ACLJ Files Brief With Supreme Court Defending Religious Liberty and a Football Coach's Right To Pray Privately After Games
Recently, the American Center for Law and Justice (ACLJ) filed an amicus brief with the Supreme Court of the United States in a major religious liberty case. In Kennedy v. Bremerton School District, a school fired Coach Joe Kennedy because he said a brief, quiet prayer of gratitude after football games.
As we explained earlier, Coach Kennedy was the assistant coach of the Bremerton High School football team. For seven years, Coach Kennedy would wait until the players cleared the field, then he would kneel in the middle of the field and pray SILENTLY for 15-30 seconds. There was never a complaint from his players, fellow coaches, or the parents.
Nevertheless, Bremerton school officials eventually ordered Coach Kennedy to stop praying. The school claims it was worried that Kennedy’s prayers could be perceived as the school’s endorsement of religion in violation of the Establishment Clause under Supreme Court case law. When Coach Kennedy requested a religious exemption to continue his tradition of praying after the games, the school district summarily implemented a sweeping new ban prohibiting all employees from engaging in any “demonstrative religious activity,” either silently or audibly, when on-duty and within view of a student or the public.
The district court and the Court of Appeals for the Ninth Circuit agreed with the school district, holding that Kennedy’s firing was justified by the Establishment Clause. Thus, the lower courts essentially ruled that the Establishment Clause trumped Coach Kennedy’s First Amendment rights to free speech and the free exercise of his religious faith.
While there are many reasons why the Ninth Circuit’s decision should be reversed, a core problem is the Supreme Court’s Establishment Clause decisions themselves. The Court’s interpretation of the Clause has been a muddled mess over the past 50 years. Many of the Court’s earlier decisions, in particular, reflect a separationist approach that is very much at odds with what the Founding Fathers intended when the Establishment Clause was adopted.
The Founders never intended the Establishment Clause to forbid government “endorsement” of religion. To the contrary, endorsement of religion occurs in the Declaration of Independence, the annual Thanksgiving days, which date back to our first President, George Washington, and in numerous other ways.
One of the Court’s worst landmark decisions is that of Lemon v. Kurtzman. Decided a half century ago, the Lemon decision is truly a lemon. It’s the most egregiously wrong Establishment Clause decision that the Court ever issued.
Our brief, therefore, argued that it is time for the Supreme Court to overrule Lemon v. Kurtzman. To its credit, the Court has not invoked Lemon in any of its Establishment Clause cases in many years. Instead, the Court has decided cases recently that are much more consistent with the original meaning of the Establishment Clause. For example, as we explained here, the Supreme Court adopted a “history and tradition test” in American Legion v. American Humanist Ass’n.
Lower courts must look at history and tradition when considering whether a practice (like public school football coaches praying silently) is challenged under the Establishment Clause. Had the Ninth Circuit applied the history and tradition test, it could not possibly have concluded that Coach Kennedy’s prayers constituted an establishment of religion. As we explain in our brief, religion and education were closely linked at the founding, and “Religious education was therefore widespread, and often supported by public funds.”
The American Legion decision also repudiated Lemon. But the Court stopped short of overruling Lemon. Perhaps the Justices thought formal repudiation was enough. But it clearly was not.
Rather than follow the American Legion decision and apply the history and tradition test, the lower courts, including the Ninth Circuit, still continue to apply Lemon v. Kurtzman. Our brief urges the Supreme Court to overrule Lemon. Failure to do so will mean that lower courts will continue to use Lemon to justify infringing the free speech and free exercise rights of students and teachers in the public schools.
As we explained in our brief:
While many federal judges recognize that Lemon is truly dead, multiple cases have applied Lemon since American Legion was decided. Expressly abandoning Lemon was not enough. Overruling Lemon is necessary to restore principled adjudication to the lower federal courts’ Establishment Clause jurisprudence. . . .
There is no reason to retain Lemon, least of all the doctrine of stare decisis. As evidenced by nearly a half century of often scathing criticism from scholars, members of this Court, and lower court judges, Lemon is poorly reasoned. Its foundational flaw, of course, is that it is untethered to the original meaning of the Establishment Clause. Devoid of sound doctrinal underpinnings, Lemon is elastic and unprincipled. The addition of the anti-historical endorsement inquiry made matters worse because the ever malleable “objective observer” standard promotes wildly inconsistent results.
Oral argument will be heard in the case later this spring.
With your ongoing support, we will continue to fight for the rights of teachers and students to exercise their free speech and religious liberty rights in public schools.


- **About this exercise**: Each line of the data below holding the word "duplexes" must be copied.

- **Extracted records**:
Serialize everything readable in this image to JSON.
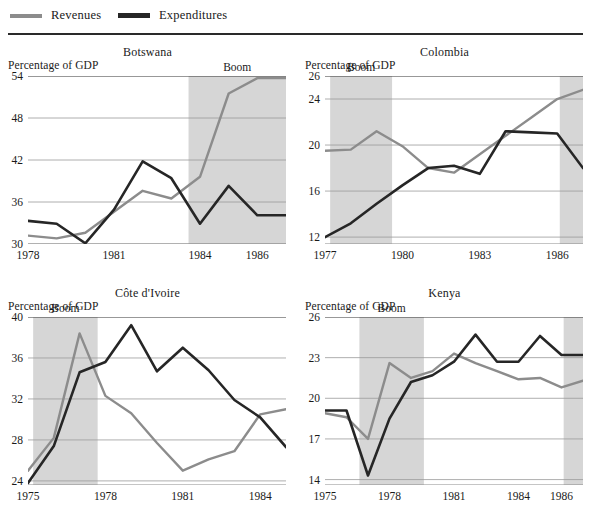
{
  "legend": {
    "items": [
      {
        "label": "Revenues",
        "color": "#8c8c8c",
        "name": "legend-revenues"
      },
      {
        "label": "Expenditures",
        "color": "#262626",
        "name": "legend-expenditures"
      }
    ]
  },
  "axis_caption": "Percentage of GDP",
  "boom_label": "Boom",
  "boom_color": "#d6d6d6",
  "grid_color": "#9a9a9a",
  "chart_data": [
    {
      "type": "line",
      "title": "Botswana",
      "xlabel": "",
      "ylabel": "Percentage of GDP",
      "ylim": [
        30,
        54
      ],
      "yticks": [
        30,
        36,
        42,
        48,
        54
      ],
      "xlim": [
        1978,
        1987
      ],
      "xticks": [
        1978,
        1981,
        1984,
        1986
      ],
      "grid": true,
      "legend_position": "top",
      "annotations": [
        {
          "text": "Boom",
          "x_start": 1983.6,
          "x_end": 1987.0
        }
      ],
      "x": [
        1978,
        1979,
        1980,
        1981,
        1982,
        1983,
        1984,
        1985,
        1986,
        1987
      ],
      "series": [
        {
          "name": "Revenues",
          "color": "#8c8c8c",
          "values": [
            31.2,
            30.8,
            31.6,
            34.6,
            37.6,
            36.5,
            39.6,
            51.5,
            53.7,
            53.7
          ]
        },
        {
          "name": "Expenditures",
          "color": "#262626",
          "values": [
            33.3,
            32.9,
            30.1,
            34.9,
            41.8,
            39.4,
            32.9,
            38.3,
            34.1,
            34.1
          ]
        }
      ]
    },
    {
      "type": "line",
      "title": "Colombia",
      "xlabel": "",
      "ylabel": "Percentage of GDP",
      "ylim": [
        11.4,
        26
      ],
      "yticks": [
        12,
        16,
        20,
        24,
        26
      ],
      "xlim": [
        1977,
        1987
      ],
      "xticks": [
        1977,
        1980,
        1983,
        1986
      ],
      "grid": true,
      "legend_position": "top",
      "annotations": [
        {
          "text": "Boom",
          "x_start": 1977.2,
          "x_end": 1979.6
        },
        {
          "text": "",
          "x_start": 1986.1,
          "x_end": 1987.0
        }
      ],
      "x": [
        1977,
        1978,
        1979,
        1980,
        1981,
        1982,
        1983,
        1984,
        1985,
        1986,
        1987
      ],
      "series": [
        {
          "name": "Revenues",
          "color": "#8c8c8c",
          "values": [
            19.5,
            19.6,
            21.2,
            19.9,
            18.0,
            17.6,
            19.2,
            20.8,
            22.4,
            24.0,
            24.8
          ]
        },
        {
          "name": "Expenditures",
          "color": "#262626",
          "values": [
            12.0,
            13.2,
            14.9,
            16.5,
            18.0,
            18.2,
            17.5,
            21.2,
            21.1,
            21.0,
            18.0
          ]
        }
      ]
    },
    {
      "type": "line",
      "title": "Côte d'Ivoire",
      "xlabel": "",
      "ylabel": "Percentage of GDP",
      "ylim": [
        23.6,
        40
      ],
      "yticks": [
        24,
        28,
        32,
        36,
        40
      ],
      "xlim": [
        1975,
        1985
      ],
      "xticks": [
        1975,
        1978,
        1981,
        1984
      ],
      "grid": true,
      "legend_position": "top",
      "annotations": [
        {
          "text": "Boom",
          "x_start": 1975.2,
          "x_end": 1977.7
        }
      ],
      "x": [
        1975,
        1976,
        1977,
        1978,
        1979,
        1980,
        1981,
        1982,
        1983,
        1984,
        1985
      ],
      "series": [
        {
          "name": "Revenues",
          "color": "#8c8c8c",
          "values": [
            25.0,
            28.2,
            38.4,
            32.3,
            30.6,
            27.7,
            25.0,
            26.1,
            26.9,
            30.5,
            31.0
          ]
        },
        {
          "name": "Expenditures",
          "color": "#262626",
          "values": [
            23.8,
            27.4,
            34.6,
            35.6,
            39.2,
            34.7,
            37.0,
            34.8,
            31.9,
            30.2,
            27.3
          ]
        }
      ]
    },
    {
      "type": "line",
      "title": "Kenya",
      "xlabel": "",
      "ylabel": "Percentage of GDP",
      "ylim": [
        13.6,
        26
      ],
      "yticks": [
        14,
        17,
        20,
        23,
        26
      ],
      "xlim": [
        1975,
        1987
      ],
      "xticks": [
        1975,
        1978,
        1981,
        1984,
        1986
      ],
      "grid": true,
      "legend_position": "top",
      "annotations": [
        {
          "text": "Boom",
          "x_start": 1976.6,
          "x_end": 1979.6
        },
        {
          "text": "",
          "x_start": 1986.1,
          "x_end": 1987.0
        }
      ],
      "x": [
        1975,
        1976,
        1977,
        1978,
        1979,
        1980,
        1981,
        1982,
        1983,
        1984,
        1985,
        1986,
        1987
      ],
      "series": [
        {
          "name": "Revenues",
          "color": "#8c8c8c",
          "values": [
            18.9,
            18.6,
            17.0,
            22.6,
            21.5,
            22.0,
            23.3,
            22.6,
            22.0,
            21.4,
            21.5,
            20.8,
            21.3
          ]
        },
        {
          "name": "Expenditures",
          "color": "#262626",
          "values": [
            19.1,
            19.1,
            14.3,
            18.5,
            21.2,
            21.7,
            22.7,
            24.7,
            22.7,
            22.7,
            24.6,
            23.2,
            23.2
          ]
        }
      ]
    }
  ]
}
* * *
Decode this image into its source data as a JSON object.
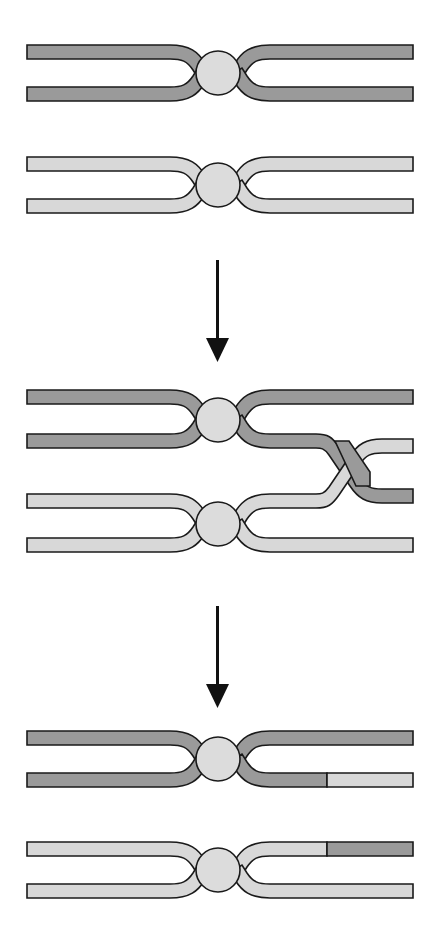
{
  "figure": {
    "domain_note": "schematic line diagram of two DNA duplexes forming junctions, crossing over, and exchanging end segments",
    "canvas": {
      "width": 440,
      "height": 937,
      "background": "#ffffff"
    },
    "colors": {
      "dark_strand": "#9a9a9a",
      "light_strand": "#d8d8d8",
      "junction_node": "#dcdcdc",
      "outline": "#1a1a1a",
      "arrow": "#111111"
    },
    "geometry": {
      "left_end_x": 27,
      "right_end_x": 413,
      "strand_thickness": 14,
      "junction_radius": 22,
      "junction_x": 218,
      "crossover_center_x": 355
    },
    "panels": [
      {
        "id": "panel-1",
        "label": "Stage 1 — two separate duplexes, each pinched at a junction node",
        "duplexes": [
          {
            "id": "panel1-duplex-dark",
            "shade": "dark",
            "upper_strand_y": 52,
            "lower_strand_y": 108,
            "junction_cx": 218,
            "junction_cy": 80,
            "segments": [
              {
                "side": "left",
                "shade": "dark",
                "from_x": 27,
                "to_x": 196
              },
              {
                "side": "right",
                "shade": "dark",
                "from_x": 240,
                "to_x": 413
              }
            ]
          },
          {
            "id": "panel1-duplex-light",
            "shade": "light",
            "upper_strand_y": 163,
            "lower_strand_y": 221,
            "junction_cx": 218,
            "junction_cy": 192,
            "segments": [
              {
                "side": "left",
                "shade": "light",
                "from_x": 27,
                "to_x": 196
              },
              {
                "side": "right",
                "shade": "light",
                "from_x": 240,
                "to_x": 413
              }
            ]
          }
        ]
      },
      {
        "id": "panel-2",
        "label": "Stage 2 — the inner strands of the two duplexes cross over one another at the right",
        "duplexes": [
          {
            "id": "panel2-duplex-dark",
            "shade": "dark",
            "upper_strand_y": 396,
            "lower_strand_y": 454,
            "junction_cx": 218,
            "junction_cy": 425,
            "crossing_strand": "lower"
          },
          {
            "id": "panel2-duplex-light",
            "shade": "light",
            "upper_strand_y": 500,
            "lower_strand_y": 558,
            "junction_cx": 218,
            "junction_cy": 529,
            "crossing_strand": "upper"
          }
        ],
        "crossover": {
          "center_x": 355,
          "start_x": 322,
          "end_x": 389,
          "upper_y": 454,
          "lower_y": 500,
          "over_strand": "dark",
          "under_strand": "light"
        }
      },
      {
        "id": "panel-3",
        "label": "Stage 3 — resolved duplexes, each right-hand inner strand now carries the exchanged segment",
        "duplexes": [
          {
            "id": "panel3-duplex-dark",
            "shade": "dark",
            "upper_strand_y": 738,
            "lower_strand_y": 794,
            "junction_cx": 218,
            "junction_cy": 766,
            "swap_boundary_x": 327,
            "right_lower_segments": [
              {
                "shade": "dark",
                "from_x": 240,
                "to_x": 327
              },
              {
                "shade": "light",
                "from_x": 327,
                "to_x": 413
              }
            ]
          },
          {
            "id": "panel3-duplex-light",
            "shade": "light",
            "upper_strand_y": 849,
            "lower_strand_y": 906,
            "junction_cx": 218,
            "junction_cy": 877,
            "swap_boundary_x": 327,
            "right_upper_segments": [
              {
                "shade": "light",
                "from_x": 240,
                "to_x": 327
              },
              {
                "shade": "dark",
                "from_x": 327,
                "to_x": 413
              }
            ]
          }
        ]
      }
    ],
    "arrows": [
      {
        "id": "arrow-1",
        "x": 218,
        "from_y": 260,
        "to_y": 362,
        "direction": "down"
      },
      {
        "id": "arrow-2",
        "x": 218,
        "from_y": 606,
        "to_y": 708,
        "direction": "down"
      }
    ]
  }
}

- **Written solution**:
    "domain_note": "schematic line diagram of two DNA duplexes forming junctions, crossing over, and exchanging end segments",
        "label": "Stage 1 — two separate duplexes, each pinched at a junction node",
        "duplexes": [
        "label": "Stage 2 — the inner strands of the two duplexes cross over one another at the right",
        "duplexes": [
        "label": "Stage 3 — resolved duplexes, each right-hand inner strand now carries the exchanged segment",
        "duplexes": [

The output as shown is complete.